No Pasarán! Writings From the Spanish Civil War
Edited by Pete Ayrton. (Pegasus Books, 393 pages, $25.95.)
One reason the Spanish Civil War lays such a powerful claim on the Western political imagination is that it was a war about ideas and principles, in which revolutionary combatants sought to create their ideal society even as thousands died on the front.
In this anthology, "No Pasarán!," Peter Ayrton rises above the political infighting and sectarianism and gives us a bottoms-up history as told by working-class Spaniards. Here are stories of farm laborers, priests and village families torn apart by the "two Spains" — between the reactionary-Catholic and the secular-modern divisions in Spanish culture. "One of these two Spains," the great Spanish poet Antonio Machado famously wrote, "will freeze your heart."
We hear from voices like Juan Goytisolo, one of Spain's best-known writers, who loses his mother in a fascist airstrike. Her death fills Goytisolo with "an intense desire for vengeance against an ill-formed universe," and causes him to rebel politically against the closed, conservative circle of his bourgeois family.
From Spanish journalist Arturo Barea, there is the touching story of Father Lobo, a priest who gave moral support to the Republicans and the Anarchists even as members of his priestly caste were being dragged out of their cathedrals and executed in the streets. In another story, Franco supporter Jose Maria Gironella describes a crowd of Communists gleefully torching a Jesuit church, while heaving an immense crucifix into the river.
The majority of the 38 contributors to "No Pasarán!" are Spanish — a refreshing break from the long succession of histories that focus on the exploits of English-speaking writers (Auden, Hemingway and Orwell, to name a few) who joined the fight against fascism.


## The problem
Would you return the lines between the one holding "You are a GUI" and the one holding "Task: Click on the a: Notificaciones", inclusive, and only those, exactly as they stand in the listing below?

Material for the task Start Marker

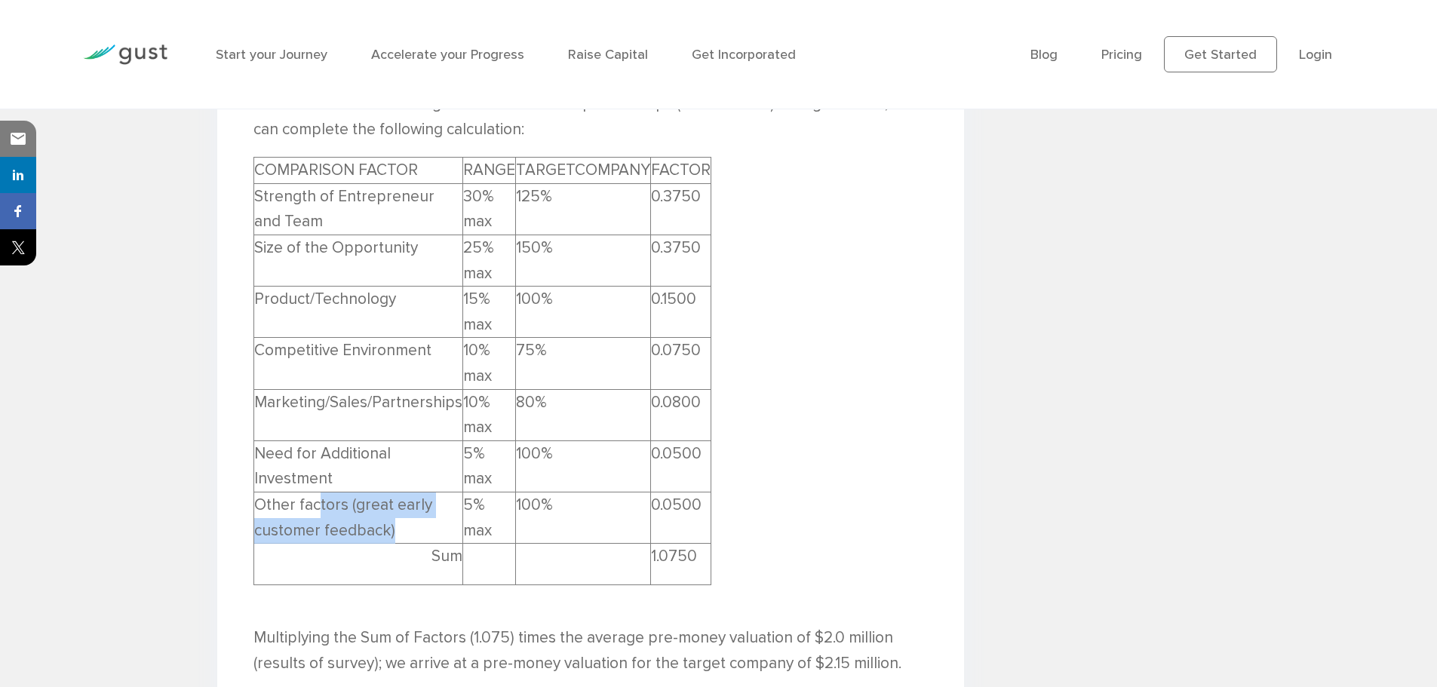 Image resolution: width=1437 pixels, height=687 pixels. What do you see at coordinates (489, 312) in the screenshot?
I see `td: 15% max` at bounding box center [489, 312].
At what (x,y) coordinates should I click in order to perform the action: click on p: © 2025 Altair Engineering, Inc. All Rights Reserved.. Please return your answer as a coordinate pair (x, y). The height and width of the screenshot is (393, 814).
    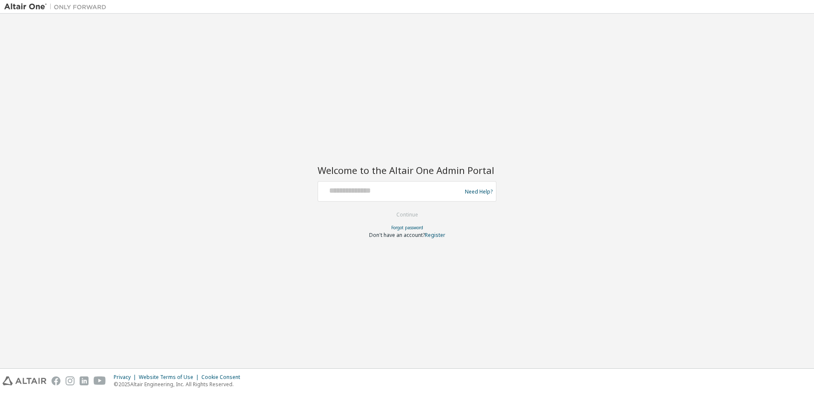
    Looking at the image, I should click on (179, 384).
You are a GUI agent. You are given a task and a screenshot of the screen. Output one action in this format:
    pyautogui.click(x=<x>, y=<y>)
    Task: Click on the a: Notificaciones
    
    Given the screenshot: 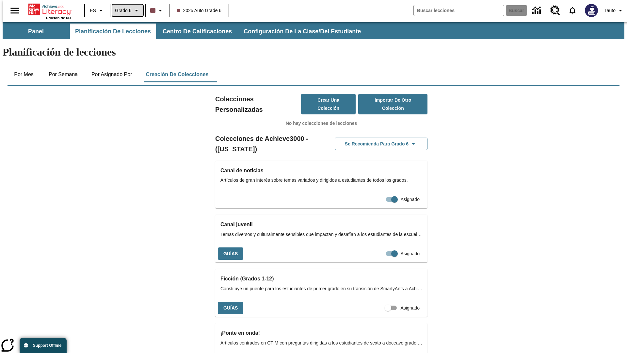 What is the action you would take?
    pyautogui.click(x=572, y=10)
    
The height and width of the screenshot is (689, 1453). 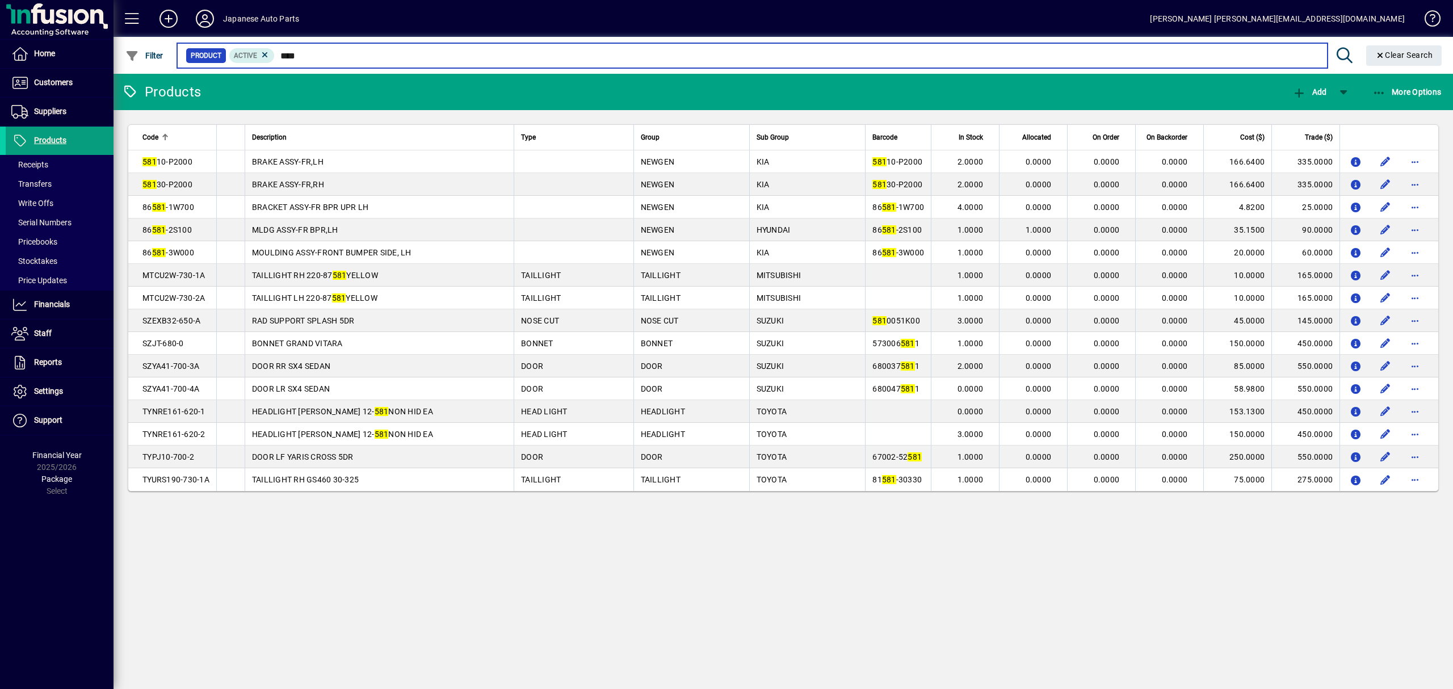 I want to click on span: Financials, so click(x=52, y=304).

Material for the task End Marker

## Written reply
You are a GUI agent. You are given a task and a screenshot of the screen. Output one action in this format:
    pyautogui.click(x=<x>, y=<y>)
    Task: Click on the a: Notificaciones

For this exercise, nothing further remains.